The Neapolitan Carbonari are chiefly formidable from their numbers: a circumstance which, if we may trust history and experience, diminishes their dangerousness, and assuages their mischief; for an association consisting of a million of members cannot be secret. In such a multitude, also, the spirit of the confederacy is not long in evaporating, and the control of the leaders must become every day less vigorous and autho-ritative. There is also some reason to believe that the solemn puerilities of their ceremonies, and their farcical solemnities, are sufficient to engross and absorb the faculties of the greater part of them. They produced, it is true, a revolution: but what became of that revolution? "It vanished at the crowing of the cock," and it is not likely that so inauspicious an experiment will be soon repeated. A few lean and sallow Cassiuses are a more portentous evil in any state than a whole people composed of Neapolitan Carbonari.-Moreover, the mere number, of which this association consisted, do not furnish any inference whatsoever of that collective, physical, or intellectual might, by which durable revolutions are effected. It is a hot-bed, and of forced growth: but moral vegetation is never healthy, unless it is slow and gradual; and the aim of the Carbonari seems to have been that of making an imposing and terrific effect by mere numbers.

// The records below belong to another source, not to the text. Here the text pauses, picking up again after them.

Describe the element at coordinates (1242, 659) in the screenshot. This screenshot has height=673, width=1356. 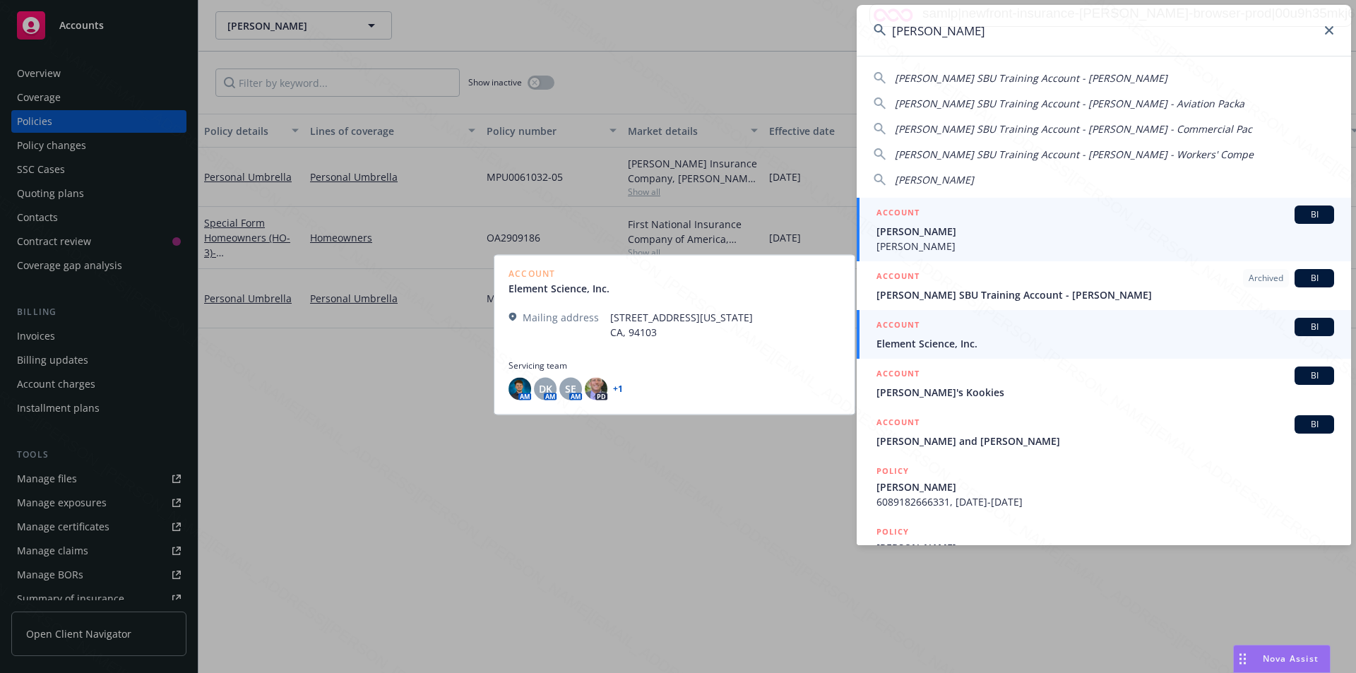
I see `div: Drag to move` at that location. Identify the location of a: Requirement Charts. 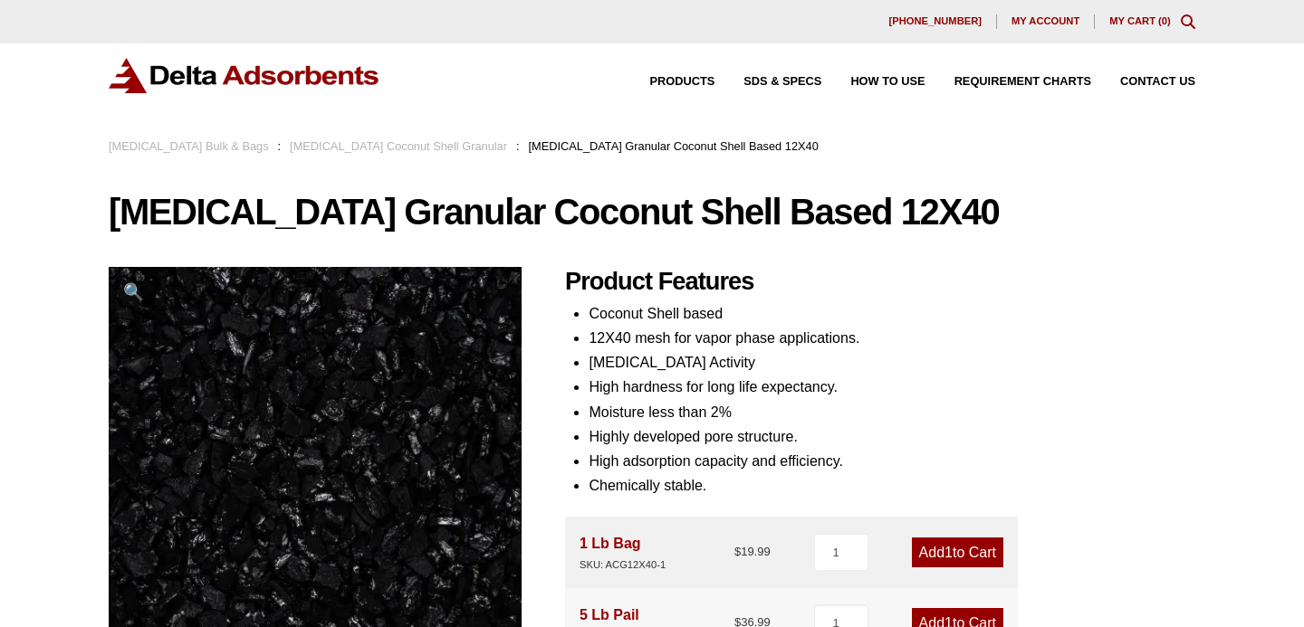
(1008, 81).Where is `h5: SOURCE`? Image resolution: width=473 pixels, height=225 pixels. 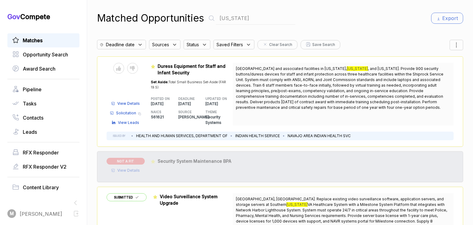 h5: SOURCE is located at coordinates (187, 112). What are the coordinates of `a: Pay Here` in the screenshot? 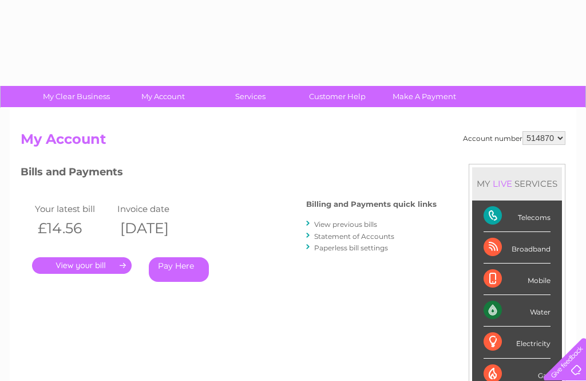 It's located at (179, 269).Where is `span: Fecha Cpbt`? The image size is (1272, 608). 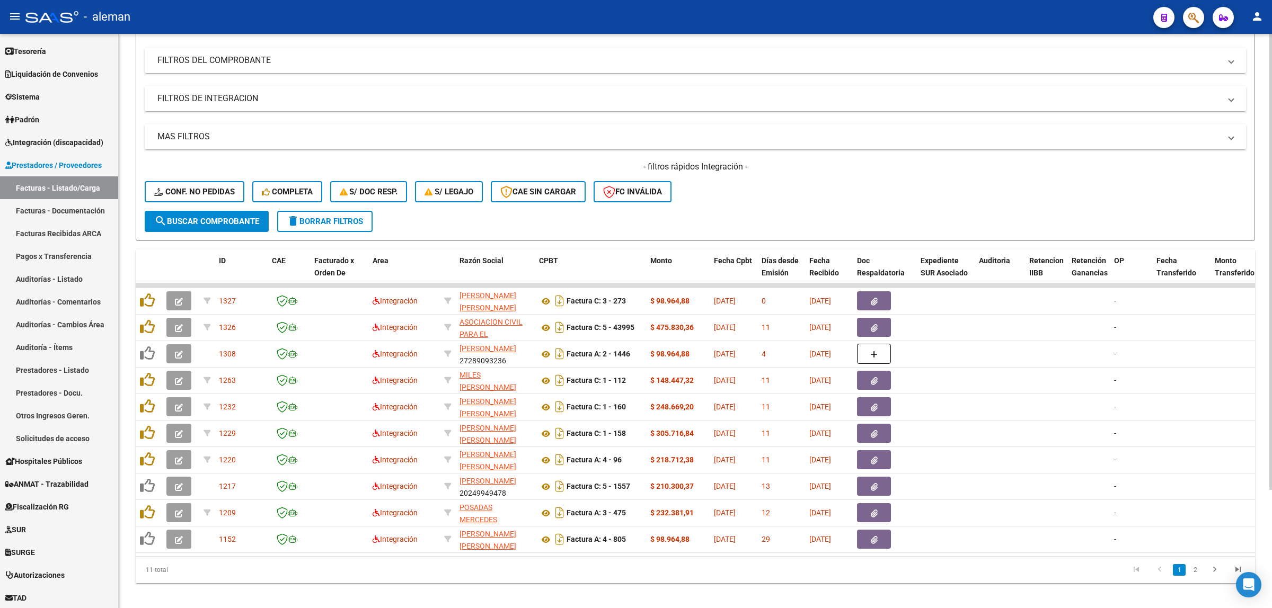
span: Fecha Cpbt is located at coordinates (733, 261).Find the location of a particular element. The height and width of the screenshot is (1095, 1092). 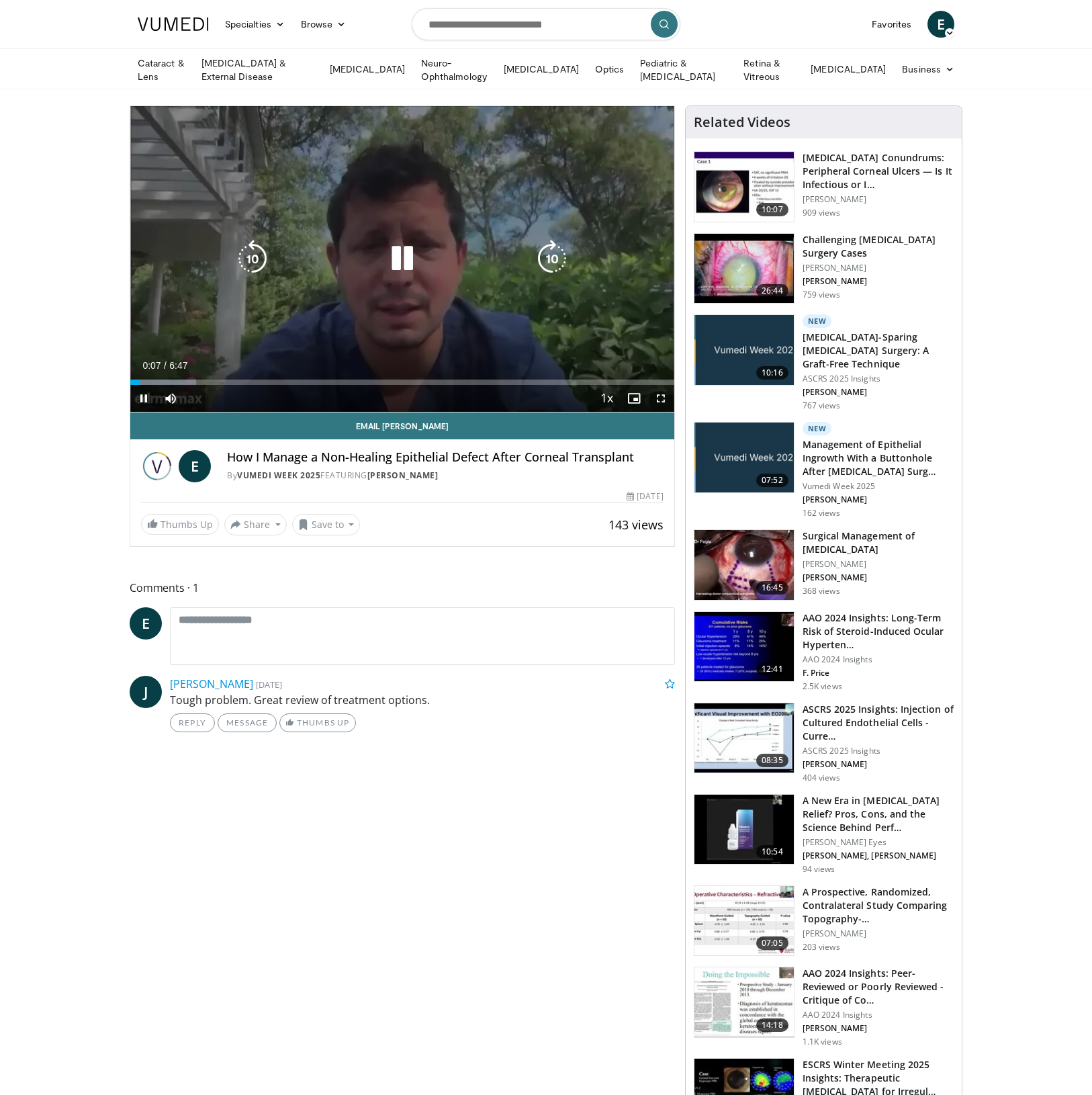

img: 05a6f048-9eed-46a7-93e1-844e43fc910c.150x105_q85_crop-smart_upscale.jpg is located at coordinates (744, 268).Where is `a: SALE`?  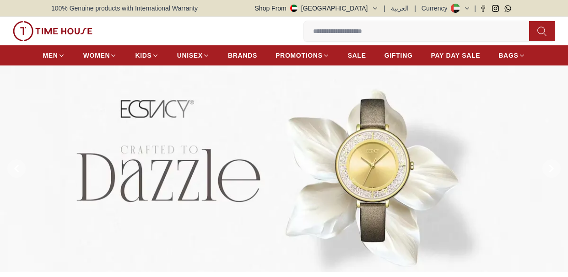 a: SALE is located at coordinates (357, 55).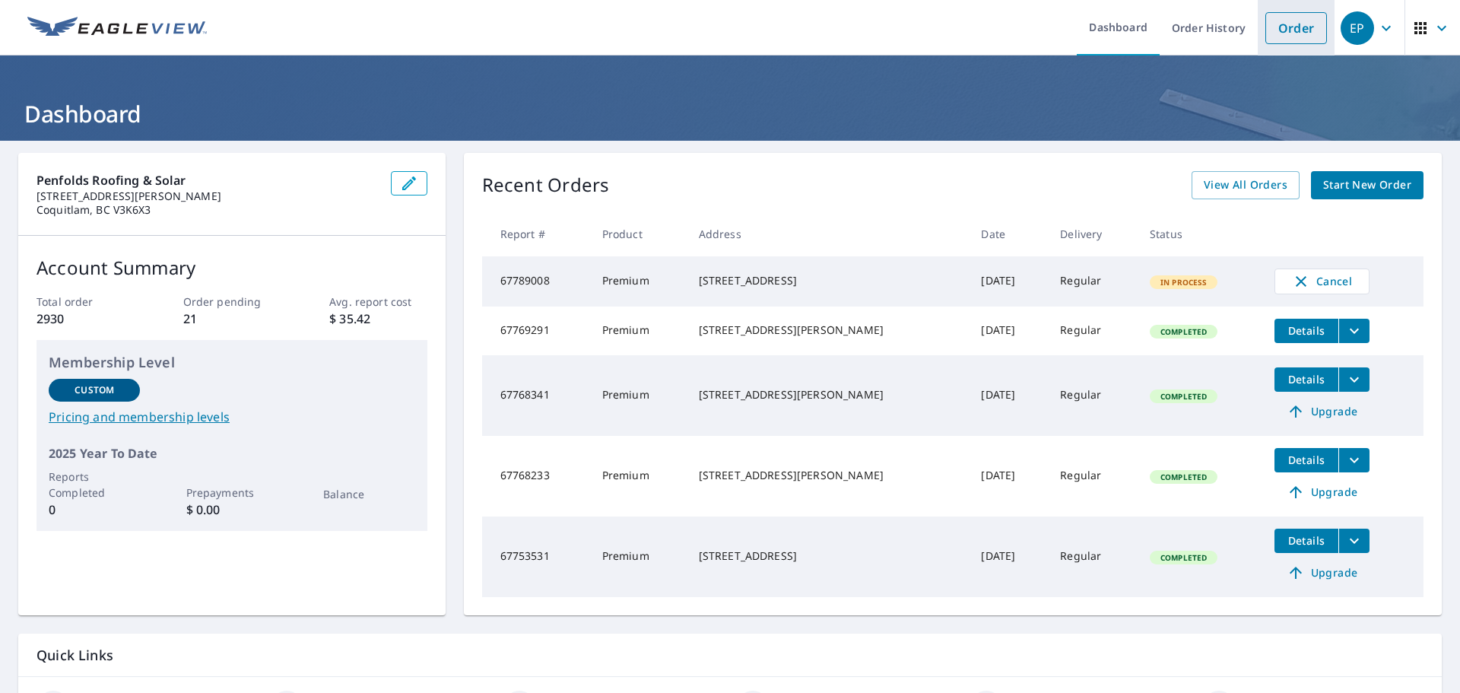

We have taken some pains in thus collecting the chief features of a sect, which has of late occupied a considerable space in political speculation; and we think that our views of the subject will be found accordant with the observations of the best-informed travellers who have lately visited the southern peninsula of Italy, and who have studied the regular influential principles of human nature. Reform must, sooner or later, alleviate the distresses of the people, and mitigate the pressure of governments, in all the old states of the world: but it is not by such instruments as the Carbonari that the great and beneficial designs of Providence, to ameliorate the civil by improving the intellectual condition of men, will be carried into effect.